Give your personal and critical view of National Innovation System (NIS) in US. ( Why it is important, government component of NIS , why it is important biomedical industry in the US etc..)
Over the last several decades, the United States has experienced major gains in overall life expectancy and health status. Biomedical innovation has played a vital role in enabling these gains, by advancing our ability to prevent, treat and diagnose disease. The National Institutes of Health (NIH) is the largest non-commercial funder of biomedical research in the US. Today, the US has the strongest research and development system in the world. Measured by the net amount of spending for or the number of persons employed in R&D the U.S. technology and science enterprise is the largest in the world. It is also the most successful.
The industry has grown at a significant pace with the US, emerging as a important centre of innovation. The biotechnology industry stands at the confluence of multiple technologies- molecular biology, genetics, chemistry and combinatorial bioinformatics. In conjunction with technological diversity, the biotechnology industry also demonstrates geographic diversity with considerable variation across national systems of biotechnology innovation.
The U.S. is also a leader in R&D investment in medical devices. R&D spending among medical technology firms in the U.S. was twice the average of all industries. U.S. R&D expenditures equalled nearly 13 percent of medical device sales, compared to the EU and Japan, where they were approximately 8 percent.
The US state created a permissive patenting regime with the capacity to support and enhance its ambitions for a global biomedical industry. Such is the power of the US easily to sustain its position when measured on all the primary indicators of innovation capacity in this field: R&D investment, concentration of research, scientific workforce, supporting IP laws, venture capital investment and potential healthcare market.
The institutional arrangements in the USA constitute a self-contained market driven system that is highly functional in behind biotechnology innovation, and helps explain present American dominance in this technological sector. In addition, the USA has a strong tradition in pharmaceutical R&D, prompting a large number of established firms to form relationships with startup biotechnology firms in order to gain access to these new scientific advances.
For example, the focus on biopharmaceutical applications in the US is due to the underlying commercial orientation of the American system and the prospect of high commercial value given by therapeutic drugs created in this sector. Not only the choice of a particular technological arena such as biopharmaceuticals, but also the following development and accumulation of knowledge in this arena ( such as the emphasis on high value therapeutic drugs) is determined by the national system.
The National Institutes of Health (NIH) invests over $30 billion yearly in biomedical research, 80% of which is awarded through approximately 50,000 competitive grants to more than 300,000 researchers at over 2,500 universities, medical schools, and other research, institutions. Roughly, 10 % of the NIH budget supports research conducted by nearly 6,000 scientists in its own laboratories. These investments are aimed to foster creative discoveries and research strategies and their applications as a basis for protecting and improving human health, and to expend the medical knowledge base to enhance the Nation's economic well-being and continued high return on the public investment in research.
Recent trends in the structure of US R&D performance and spending parallel trends in other OECD economies. Like the innovation systems of other OECD economies, government policy, industrial R&D strategies, and international competition have produced important structural change in the US. Federal R&D spending was dominated by basic research (particularly in the biomedical sciences), and research in defense-related technologies. Federal and state governments invested little in programs designed to help firms in adopting technology, which may have contributed to the relatively slow adoption by US manufacturing firms of advanced manufacturing technologies.
Federal support of biomedical research more than 20$ billion in fiscal year 2001 for the National Instutues of Health and research investments by manufacturers and other private companies stimulate the development of new technologies and approaches to health care, each of which has consequences for health expenditures and outcomes. For profit corporations invest in research because they expect it to lead to the development of biomedical goods and services that will bring future revenues and profits.
The U.S. Government supports the Nation's R&D system through several policy tools. The most direct is Federal funding of R&D. Federal support for U.S. R&D spans a range of broad objectives. In 2009, defense was the largest of the R&D budget functions, accounting for 55% of the total.
An innovation system will be defined as a network of organizations focused on bringing new products, new processes, and new forms of organization into economic and social use, together with the institutions and policies that affect their behavior and performance.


Problem statement: Restate the listing below word for word, omitting any images.

Supplied data:
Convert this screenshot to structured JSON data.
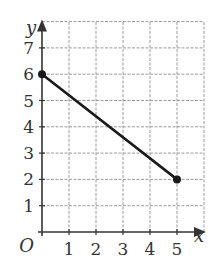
{
  "chart_data": {
    "type": "line",
    "title": "",
    "xlabel": "x",
    "ylabel": "y",
    "origin_label": "O",
    "xlim": [
      0,
      6
    ],
    "ylim": [
      0,
      8
    ],
    "x_ticks": [
      "1",
      "2",
      "3",
      "4",
      "5"
    ],
    "y_ticks": [
      "1",
      "2",
      "3",
      "4",
      "5",
      "6",
      "7"
    ],
    "grid": true,
    "grid_style": "dashed",
    "series": [
      {
        "name": "segment",
        "x": [
          0,
          5
        ],
        "y": [
          6,
          2
        ],
        "endpoints": "filled-dots"
      }
    ]
  },
  "colors": {
    "line": "#1a1a1a",
    "grid": "#9a9a9a",
    "axis": "#333333",
    "text": "#333333"
  }
}
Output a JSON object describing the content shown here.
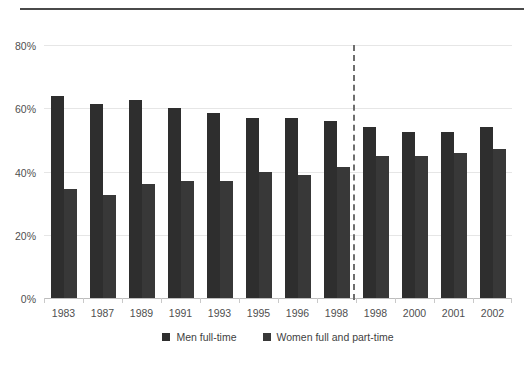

Answer for this exercise:
Convert this screenshot to structured JSON data.
{
  "chart_data": {
    "type": "line",
    "title": "",
    "xlabel": "x",
    "ylabel": "y",
    "origin_label": "O",
    "xlim": [
      0,
      6
    ],
    "ylim": [
      0,
      8
    ],
    "x_ticks": [
      "1",
      "2",
      "3",
      "4",
      "5"
    ],
    "y_ticks": [
      "1",
      "2",
      "3",
      "4",
      "5",
      "6",
      "7"
    ],
    "grid": true,
    "grid_style": "dashed",
    "series": [
      {
        "name": "segment",
        "x": [
          0,
          5
        ],
        "y": [
          6,
          2
        ],
        "endpoints": "filled-dots"
      }
    ]
  },
  "colors": {
    "line": "#1a1a1a",
    "grid": "#9a9a9a",
    "axis": "#333333",
    "text": "#333333"
  }
}
Output a JSON object describing the content shown here.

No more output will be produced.